Maryland Film Festival 2026

https://mdff2026.eventive.org/films/every-contact-leaves-a-trace-69a79ea7902c87570db924d6

EVERY CONTACT LEAVES A TRACE

In this digital era, real life connections are rarer, yet any personal encounter can leave a lingering trace. Over a lifetime, filmmaker Lynne Sachs has collected business cards, mementos of meetings with strangers. She selects seven cards from hundreds and throws herself into finding out why these brief yet vivid moments left an imprint on her consciousness.

“If T.S. Eliot measures a life in coffee spoons, Lynne Sachs measures it in business cards. This physical ephemera becomes the source of playful explorations of the lives that the filmmaker has come across during her life in this experimental, yet inviting film. (Be sure to catch the 25th anniversary screening of Sachs’s “Investigation of a Flame,” during MdFF too!)” – MdFF programming team

Q&A’s will be moderated by National Gallery of Art film curator Joanna Raczynska.

Showings:

Fri, Apr 10th, 12:30 PM @ Parkway 3

Sat, Apr 11th, 7:15 PM @ Parkway 2

INVESTIGATION OF A FLAME

https://mdff2026.eventive.org/films/investigation-of-a-flame-69a7a435c16c0cfde0e39166

On May 17, 1968 nine Vietnam War protesters led by Daniel and Philip Berrigan, walked into a Catonsville, Maryland draft board office, grabbed hundreds of selective service records and burned them with homemade napalm. INVESTIGATION OF A FLAME is an intimate, experimental documentary portrait of the Catonsville Nine, this disparate band of resisters who chose to break the law in a defiant, poetic act of civil disobedience. How did the photos, trial publicity and news of the two year prison sentences help to galvanize a disillusioned American public? INVESTIGATION OF A FLAME explores this politically and religiously motivated performance of the 1960′s in the context of extremely different times, times in which critics of Middle East peace agreements, abortion and technology resort to violence of the most random and sanguine kind in order to access the public imagination.

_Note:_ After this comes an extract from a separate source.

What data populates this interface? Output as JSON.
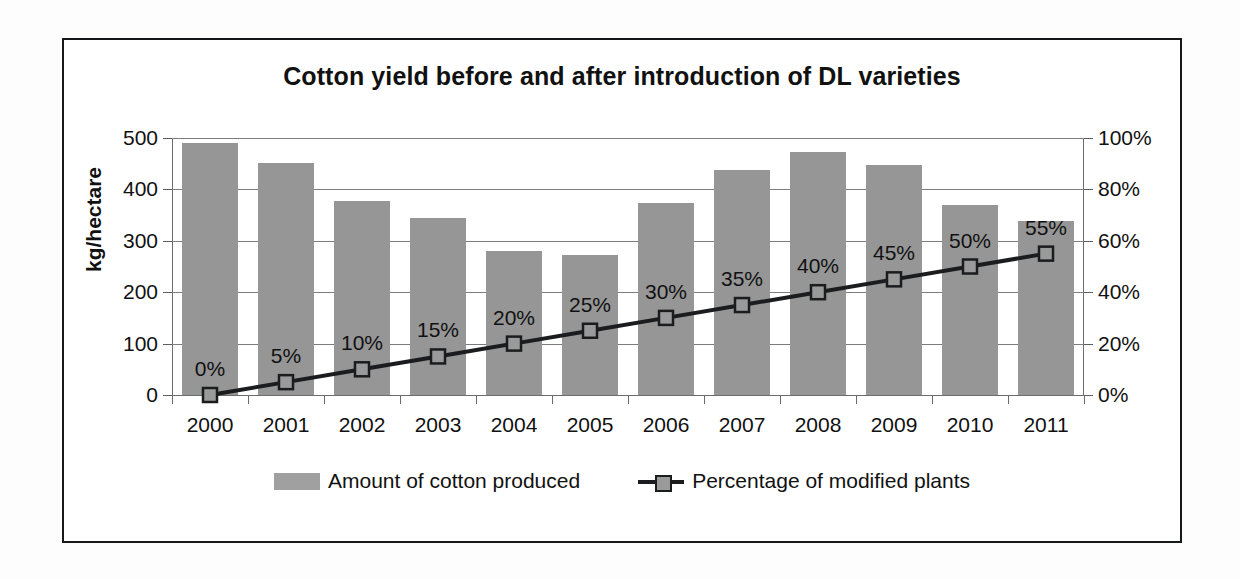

“This landmark film from celebrated filmmaker Lynne Sachs screened at our very first Maryland Film Festival in 1999 at the Senator Theater. 25 years later, the film was restored and the timing couldn’t be better for us to learn from th the Catonsville 9 in this essential example in the history of Maryland activism. (Don’t miss Lynne’s most recent feature EVERY CONTACT LEAVES A TRACE, also playing in MdFF 2026!)” – MdFF programming team

Q&A’s will be moderated by associate producer and National Gallery of Art film curator Joanna Raczynska.